Why has Aladdin been remade so many times?
To the scholars who study the tale, its narrative drama isn’t the only reason storytellers keep finding reason to return to Aladdin.
It reflects not only “a history of the French and the Middle East, but also [a story about] Middle Easterners coming to Paris and that speaks to our world today,” as Horta puts it. “The day Diyab told the story of Aladdin to Galland, there were riots due to food shortages during the winter and spring of 1708 to 1709, and Diyab was sensitive to those people in a way that Galland is not. When you read this diary, you see this solidarity among the Arabs who were in Paris at the time. You arrive with nothing and there’s a network of people helping each other out. There is little in the writings of Galland that would suggest that he was capable of developing a character like Aladdin with sympathy, but Diyab’s memoir reveals a narrator adept at capturing the distinctive psychology of a young protagonist, as well as recognizing the kinds of injustices and opportunities that can transform the path of any youthful adventurer.”

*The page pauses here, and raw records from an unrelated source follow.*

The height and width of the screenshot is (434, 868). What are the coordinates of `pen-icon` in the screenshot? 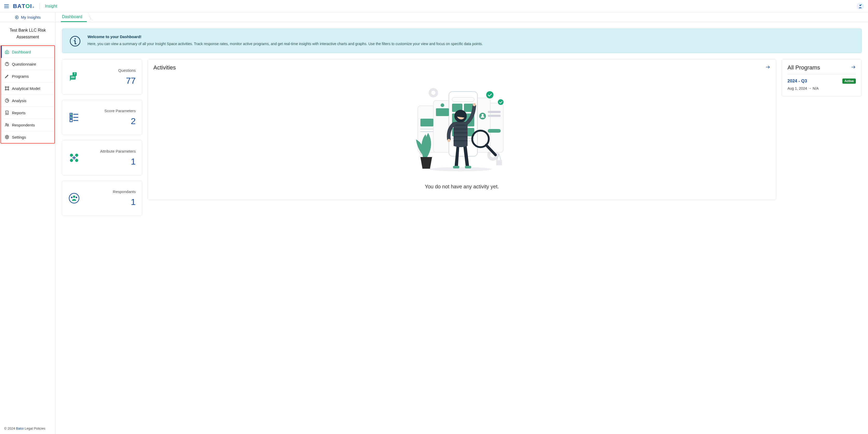 It's located at (7, 76).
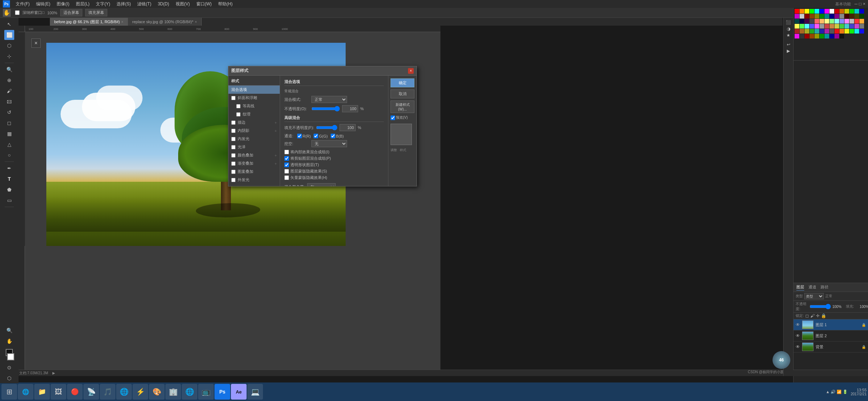  What do you see at coordinates (11, 357) in the screenshot?
I see `background-color` at bounding box center [11, 357].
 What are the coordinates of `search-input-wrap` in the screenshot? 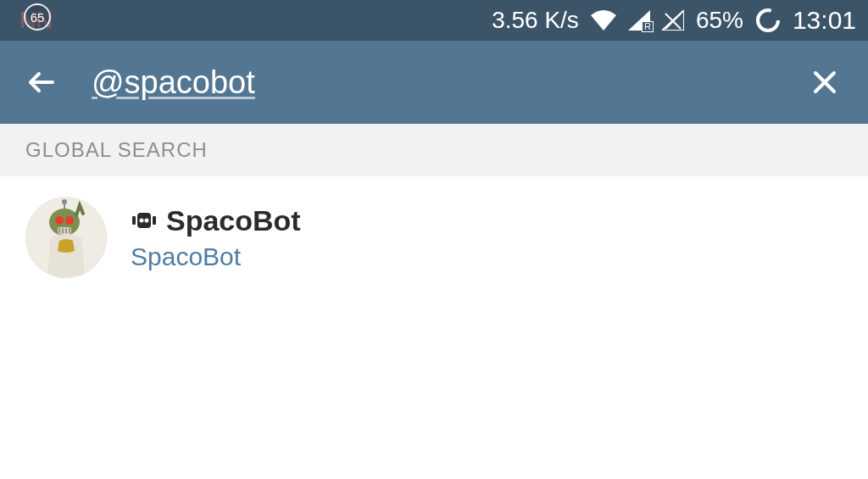 It's located at (431, 83).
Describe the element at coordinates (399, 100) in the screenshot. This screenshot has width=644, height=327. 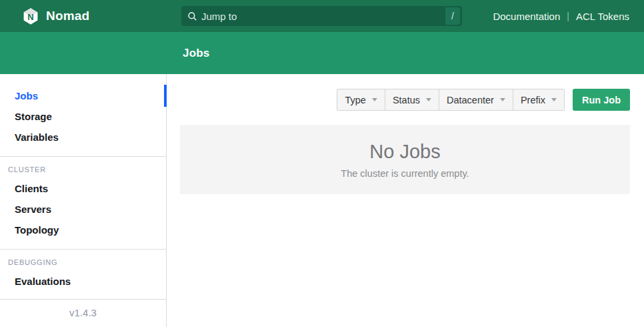
I see `jobs-toolbar: Type Status Datacenter Prefix Run Job` at that location.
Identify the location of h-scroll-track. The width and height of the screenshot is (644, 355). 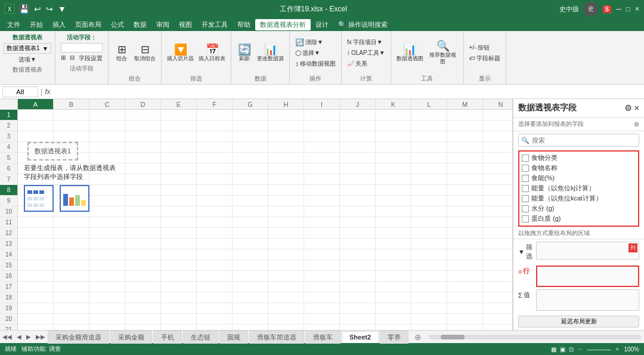
(535, 337).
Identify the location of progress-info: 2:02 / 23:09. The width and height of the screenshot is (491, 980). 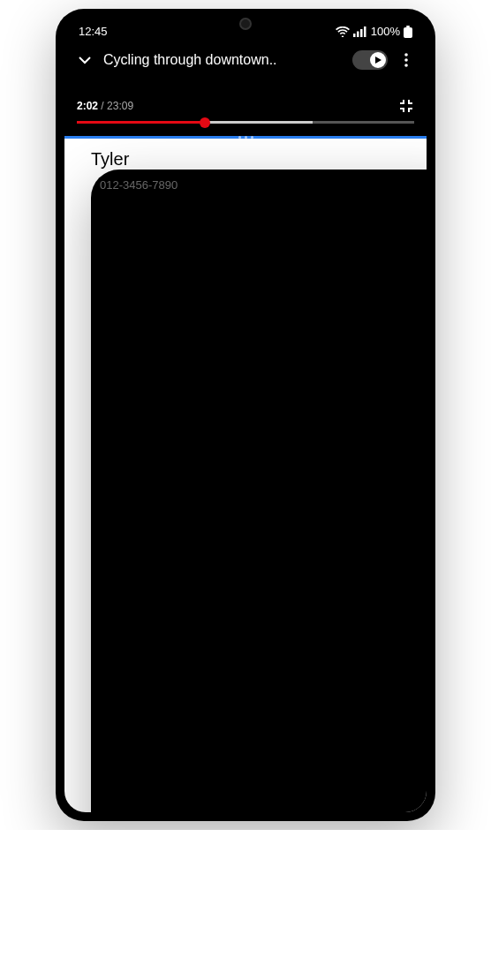
(246, 104).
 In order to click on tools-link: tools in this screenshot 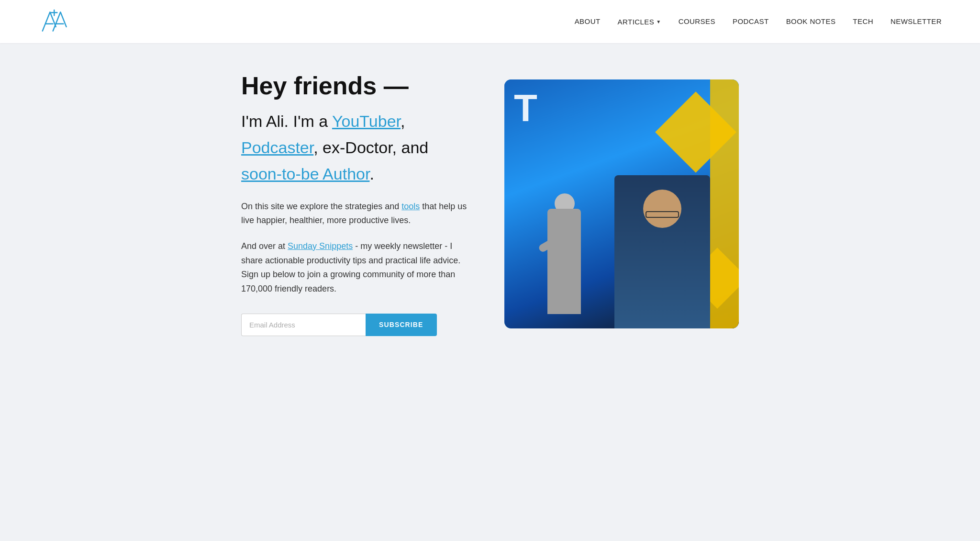, I will do `click(411, 206)`.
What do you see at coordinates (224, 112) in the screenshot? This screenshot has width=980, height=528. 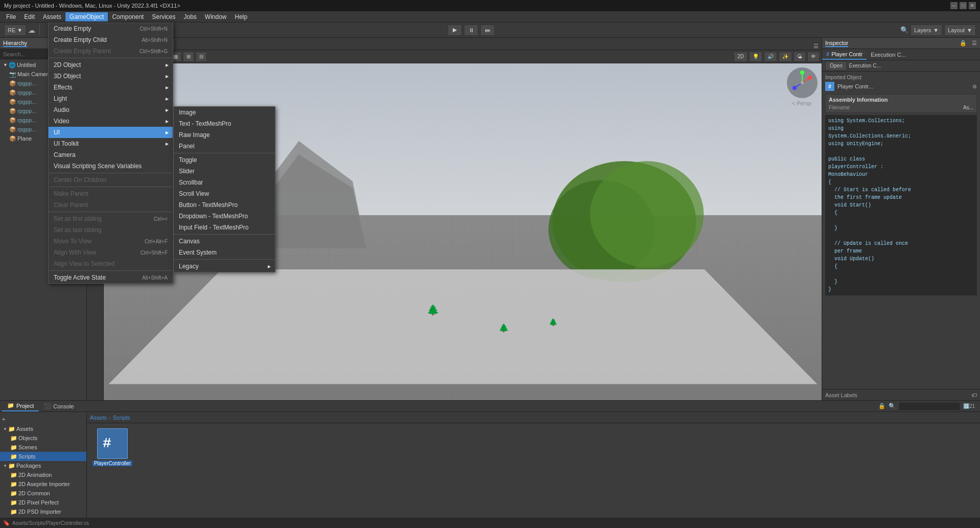 I see `ui-image: Image` at bounding box center [224, 112].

Razzaque adds, “What [Aladdin‘s origins story] shows is a history of more complex intercultural relations. Syrians were teaching Arabic in Paris, in Rome. Aleppo was a cosmopolitan world, the place where coffee houses come from — a lively story culture.”
And the fact that it was remade over the years is proof the story speaks to a timeless theme, not just one rooted in certain countries’ histories.
Aladdin is one of the folk tales “central to the postmodernist and also post-industrial and imperialist mind,” says al-Musawi. “Directors find some material there to cope with the New World Order, not necessarily to accept it, but to traverse it, parody it and also expose it.”